Okay, admittedly this isn't directly related to information security. But if you are familiar with the ISC2 CBOK, you know that physical security is one of the domains. Good, so we've established this is at least loosely related, so what is it?
Explosives where the sun don't shine
According to a NY Times article, an attacker tried to kill an Afghani dignitary by hiding explosives in his rectum. That's right, his rectum. And the plan worked (sort of). He detonated the explosive and delivered minor injuries to his target. The attacker of course was killed, but I'm told that's a predictable side effect of detonating explosives from inside your body.
Detection
According to reports, he was strip searched, but still managed to hide the goods and detonate the bomb. So strip searching didn't work. The L3 millimeter wave imaging machine focuses all the energy on a suspect's skin, so that won't help either. Even a friendly TSA groping wont' help. This is truly a problem, and I don't mean to make light of it.
Silver Linings
The only good thing I can say about this is that at least this guy didn't bomb an airplane. Every time the TSA has a near miss, they institute some half-baked scheme to prevent it from happening again. First we had a shoe bomber, now we can't wear our shoes through a checkpoint. After the underwear bomber, plans to deploy imaging machines were accelerated. Threats of liquid explosives? Now we have plastic baggies and no drinks through the checkpoint (Ziploc and airport shops are thriving though). I shudder to think what TSA will do to combat the yet-to-be-seen rectum bomber.
Every time TSA does something stupid, I get to enjoy a laugh on SNL. Hopefully the censors don't prevent SNL from doing an awesome skit on the future safeguards, whatever they may be.
Safeguards?
If this trend catches on, I can't imagine what the outcome will be, but I'm sure it won't be good. The only good thing to note is that there's a limited amount of explosive that one can hide using this method. Note, I'm no expert in the field of inter-body-concealment, but physics being what they are... I seriously have no idea how TSA (or any security agency) is going to effectively handle this. My first thought comes back to profiling, and while that has proven effective in some cases (outrage aside), critics rightly point out that terrorists actively recruit those who don't fit the profile. So that can't be 100% of the solution.
I'm not the smartest guy on the planet. Chime in and let's figure out options for detection. Better we figure it out here than leaving this to the TSA. And the clock is ticking folks, some Washington bureaucrats are meeting right now to approve random body cavity searches at checkpoints. Believe me, we want to get out in front of this.
"Believe me, we want to get out in front of this" OR maybe we want to get behind this instead??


What is being asked:
Would you find each line in the entries below with the string "Connection" and copy it?

Data shown:
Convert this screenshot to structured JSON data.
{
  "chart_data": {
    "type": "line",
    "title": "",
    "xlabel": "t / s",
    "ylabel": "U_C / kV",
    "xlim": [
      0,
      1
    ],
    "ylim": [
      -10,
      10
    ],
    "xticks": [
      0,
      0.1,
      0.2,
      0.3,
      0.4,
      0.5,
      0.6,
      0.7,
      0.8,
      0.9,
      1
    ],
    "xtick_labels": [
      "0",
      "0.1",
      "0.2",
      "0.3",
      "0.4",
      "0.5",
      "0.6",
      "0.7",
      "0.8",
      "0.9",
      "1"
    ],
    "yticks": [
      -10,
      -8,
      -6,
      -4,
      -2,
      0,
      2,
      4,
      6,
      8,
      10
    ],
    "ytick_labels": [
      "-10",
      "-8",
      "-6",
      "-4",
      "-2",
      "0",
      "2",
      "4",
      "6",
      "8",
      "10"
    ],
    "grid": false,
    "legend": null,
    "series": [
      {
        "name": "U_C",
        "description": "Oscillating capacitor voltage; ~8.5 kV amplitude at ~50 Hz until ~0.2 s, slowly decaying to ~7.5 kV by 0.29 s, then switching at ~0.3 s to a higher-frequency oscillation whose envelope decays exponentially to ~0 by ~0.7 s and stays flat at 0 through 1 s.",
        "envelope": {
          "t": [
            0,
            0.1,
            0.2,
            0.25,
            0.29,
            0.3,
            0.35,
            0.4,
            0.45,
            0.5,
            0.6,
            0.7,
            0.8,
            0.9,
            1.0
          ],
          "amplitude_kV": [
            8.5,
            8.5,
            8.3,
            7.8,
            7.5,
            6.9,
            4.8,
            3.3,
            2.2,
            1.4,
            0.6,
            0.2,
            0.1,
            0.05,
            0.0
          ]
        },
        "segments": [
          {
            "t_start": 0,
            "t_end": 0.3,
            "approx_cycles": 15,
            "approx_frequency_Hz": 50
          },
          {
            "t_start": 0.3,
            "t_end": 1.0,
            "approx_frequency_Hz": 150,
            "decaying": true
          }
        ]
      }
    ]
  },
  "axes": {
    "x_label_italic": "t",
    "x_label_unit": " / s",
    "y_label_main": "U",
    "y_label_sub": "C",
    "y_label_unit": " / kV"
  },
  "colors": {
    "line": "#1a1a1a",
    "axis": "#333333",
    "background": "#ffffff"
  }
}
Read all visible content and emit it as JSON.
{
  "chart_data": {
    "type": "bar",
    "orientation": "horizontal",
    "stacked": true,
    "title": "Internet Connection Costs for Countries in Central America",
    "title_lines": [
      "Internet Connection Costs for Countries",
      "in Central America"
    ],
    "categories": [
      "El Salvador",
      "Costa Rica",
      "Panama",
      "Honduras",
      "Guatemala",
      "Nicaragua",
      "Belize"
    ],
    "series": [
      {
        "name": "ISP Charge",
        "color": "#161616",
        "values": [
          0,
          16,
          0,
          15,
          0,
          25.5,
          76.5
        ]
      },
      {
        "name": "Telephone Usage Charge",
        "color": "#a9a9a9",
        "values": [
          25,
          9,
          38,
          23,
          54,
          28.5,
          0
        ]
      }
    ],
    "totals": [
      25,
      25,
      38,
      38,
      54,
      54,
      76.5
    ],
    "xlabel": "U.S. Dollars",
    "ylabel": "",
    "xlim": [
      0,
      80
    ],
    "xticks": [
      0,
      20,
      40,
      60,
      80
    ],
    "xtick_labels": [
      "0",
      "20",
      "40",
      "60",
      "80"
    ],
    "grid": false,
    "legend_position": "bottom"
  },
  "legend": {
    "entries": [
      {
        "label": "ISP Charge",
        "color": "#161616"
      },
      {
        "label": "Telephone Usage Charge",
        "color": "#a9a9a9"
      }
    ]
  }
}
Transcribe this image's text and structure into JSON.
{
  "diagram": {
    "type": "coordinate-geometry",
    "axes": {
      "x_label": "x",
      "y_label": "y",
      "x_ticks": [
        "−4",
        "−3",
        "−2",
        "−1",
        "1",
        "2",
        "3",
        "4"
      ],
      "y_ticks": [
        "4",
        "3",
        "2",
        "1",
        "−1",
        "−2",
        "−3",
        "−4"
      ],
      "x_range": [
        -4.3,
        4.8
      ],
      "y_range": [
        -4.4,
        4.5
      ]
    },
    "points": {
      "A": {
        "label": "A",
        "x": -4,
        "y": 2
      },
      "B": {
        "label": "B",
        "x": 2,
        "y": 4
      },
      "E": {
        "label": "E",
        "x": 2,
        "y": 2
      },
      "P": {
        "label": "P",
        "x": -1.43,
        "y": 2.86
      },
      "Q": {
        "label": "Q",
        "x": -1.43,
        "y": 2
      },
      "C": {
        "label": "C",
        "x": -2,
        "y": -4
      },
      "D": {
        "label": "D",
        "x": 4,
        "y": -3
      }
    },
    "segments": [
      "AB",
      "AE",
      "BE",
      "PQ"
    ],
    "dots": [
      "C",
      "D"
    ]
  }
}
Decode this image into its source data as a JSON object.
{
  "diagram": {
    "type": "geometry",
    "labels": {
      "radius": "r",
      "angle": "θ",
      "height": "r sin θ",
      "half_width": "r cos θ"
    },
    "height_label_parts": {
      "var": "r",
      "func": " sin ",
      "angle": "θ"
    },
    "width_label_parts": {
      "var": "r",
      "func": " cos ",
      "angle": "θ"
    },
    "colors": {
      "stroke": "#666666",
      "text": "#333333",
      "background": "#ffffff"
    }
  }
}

Problem solution:
    "title": "Internet Connection Costs for Countries in Central America",
      "Internet Connection Costs for Countries",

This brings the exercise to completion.